September 8, 2011 – SynCardia Systems, manufacturer of the SynCardia temporary Total Artificial Heart, announced that Texas Children's Hospital in Houston has discharged its first pediatric Total Artificial Heart patient to wait for a matching donor heart at home. On Aug. 31, 18-year-old Jordan Merecka left the hospital using the Freedom portable driver, a wearable power supply for his Total Artificial Heart.
"Having Jordan home again is the best gift in the world," said Suzanne Merecka, Jordan's mother. "The artificial heart was a blessing when he needed it desperately and his father and I are glad that Texas Children's could offer a life-saving option when things looked very grim. He still has a heart transplant in his future, but the artificial heart has helped him grow stronger. He will be ready when the time comes."
Jordan is participating in the U.S. Food and Drug Administration (FDA)-approved investigational device exemption (IDE) clinical study of the Freedom portable driver. Weighing 13.5 pounds, the Freedom driver is the first U.S. portable driver designed to power the Total Artificial Heart both inside and outside the hospital.
"When I get home, I hope to be able to go fishing in the ponds in my neighborhood, hang out with my friends again, just relax, sit in my favorite chair," said Jordan. "I'm going to enroll in college classes while I'm waiting at home for my transplant."
Jordan was born with multiple congenital heart defects, including his heart on the wrong side of his chest (dextrocardia) and his heart vessels backwards (corrected transposition of the great arteries). In April 2011, Jordan was admitted to the hospital after he progressed to end-stage biventricular failure while awaiting a heart transplant. In May, all of his organs began to fail and he was placed on a ventilator. To save Jordan's life, on May 22, his doctors performed the hospital’s first implant of the Total Artificial Heart.
"It was always our plan to move Jordan to the Freedom driver as soon as he was strong enough and had met all the protocol guidelines," said David L.S. Morales, M.D., pediatric cardiovascular surgeon at Texas Children's Heart Center and associate professor of surgery and pediatrics at Baylor College of Medicine (BCM), who implanted the Total Artificial Heart. "Jordan will gain a morale boost by being out of the hospital, enjoying a more active teen life as he waits for heart transplantation."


## What is required:
All pictures are to be dropped, and the remaining data set down exactly.

Top of Input records

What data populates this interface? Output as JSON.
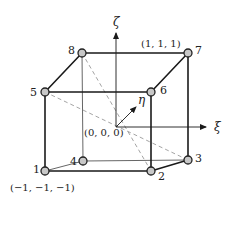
{
  "diagram": {
    "axes": {
      "xi": "ξ",
      "eta": "η",
      "zeta": "ζ"
    },
    "origin_label": "(0, 0, 0)",
    "corner_labels": {
      "node1": "(−1, −1, −1)",
      "node7": "(1, 1, 1)"
    },
    "nodes": [
      {
        "id": "1",
        "label": "1"
      },
      {
        "id": "2",
        "label": "2"
      },
      {
        "id": "3",
        "label": "3"
      },
      {
        "id": "4",
        "label": "4"
      },
      {
        "id": "5",
        "label": "5"
      },
      {
        "id": "6",
        "label": "6"
      },
      {
        "id": "7",
        "label": "7"
      },
      {
        "id": "8",
        "label": "8"
      }
    ],
    "colors": {
      "edge": "#1a1a1a",
      "hidden_edge": "#555555",
      "dashed": "#999999",
      "node_fill": "#c8c8c8",
      "node_stroke": "#222222"
    }
  }
}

Bottom of Input records

## Output for this task:
What data populates this interface? Output as JSON.
{
  "diagram": {
    "axes": {
      "xi": "ξ",
      "eta": "η",
      "zeta": "ζ"
    },
    "origin_label": "(0, 0, 0)",
    "corner_labels": {
      "node1": "(−1, −1, −1)",
      "node7": "(1, 1, 1)"
    },
    "nodes": [
      {
        "id": "1",
        "label": "1"
      },
      {
        "id": "2",
        "label": "2"
      },
      {
        "id": "3",
        "label": "3"
      },
      {
        "id": "4",
        "label": "4"
      },
      {
        "id": "5",
        "label": "5"
      },
      {
        "id": "6",
        "label": "6"
      },
      {
        "id": "7",
        "label": "7"
      },
      {
        "id": "8",
        "label": "8"
      }
    ],
    "colors": {
      "edge": "#1a1a1a",
      "hidden_edge": "#555555",
      "dashed": "#999999",
      "node_fill": "#c8c8c8",
      "node_stroke": "#222222"
    }
  }
}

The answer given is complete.